April 28, 1925: US Industrial Alcohol Co., which owned Purity Distilling, which in turn owned the giant tank, is found liable after a three-year trial for improperly building and maintaining the structure. $300,000 is awarded to the plaintiffs who had suffered in the disaster ($30 million today). It becomes the longest and most expensive civil trial in Massachusetts history as a court grapples with several questions. Per Smithsonian:

The reason for the lawsuits was disagreement as to the nature of the disaster. What in the world had caused it? Three explanations arose: there had been an explosion inside the tank (in which case the fermentation of the molasses would be to blame); there had been a bomb set off (not so wild a possibility in those early days of Bolshevism—bombs had already blasted a few American industrial plants); there had been a structural failure of the four-year-old tank (which made United States Industrial Alcohol liable). (Smithsonian)

1938: The case proves to be a landmark one, swept up in a revolution in how government regulates big business. As the Pacific Standard writes:

[F]ame (or lack thereof) aside, the Boston Molasses Disaster still marked a major moment in American public policy. It led to a shift in how cities and states evaluated and regulated construction standards, first in Massachusetts and them nationwide, triggering the sudden promulgation of requirements and restrictions governing the concrete and steel that American cities are made of. And, more importantly, it made regulation a tool of the taxpayer, rather than the mere inconvenience it had previously been for business magnates.

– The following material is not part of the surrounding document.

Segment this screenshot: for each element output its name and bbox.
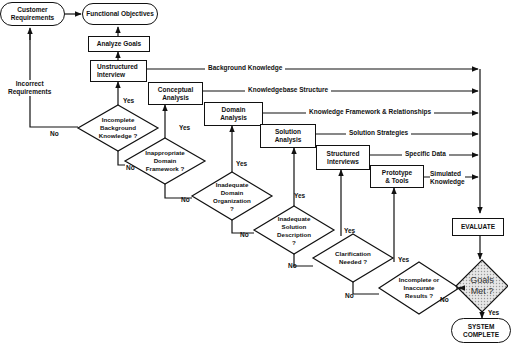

Meanwhile, having stayed in business after the flood, U.S. Industrial Alcohol Co. continues to thrive as a profitable company, making products such as paint thinner and dye. It’s sold in a merger in 1938.

1995: The first and only official public memorial to the disaster, a green-and-white plaque, is placed at the former site of the molasses tank, which is now a harborside park.

2015: A new report from engineer Ronald Mayville finds that the tank’s walls were too thin by about half, and were made of an inadequate blend of steel that made it too brittle. It also points to other design flaws, including rivet holes that weren’t properly reinforced.

2016: Additional research by a team at Harvard concludes that temperature played a role in the deadliness of the disaster. The cool January air in Boston likely turned the quick-flowing mess into a slower, stickier one, complicating rescue efforts and ensnaring victims. (Video of their experiments, available in this New York Times article is worth watching).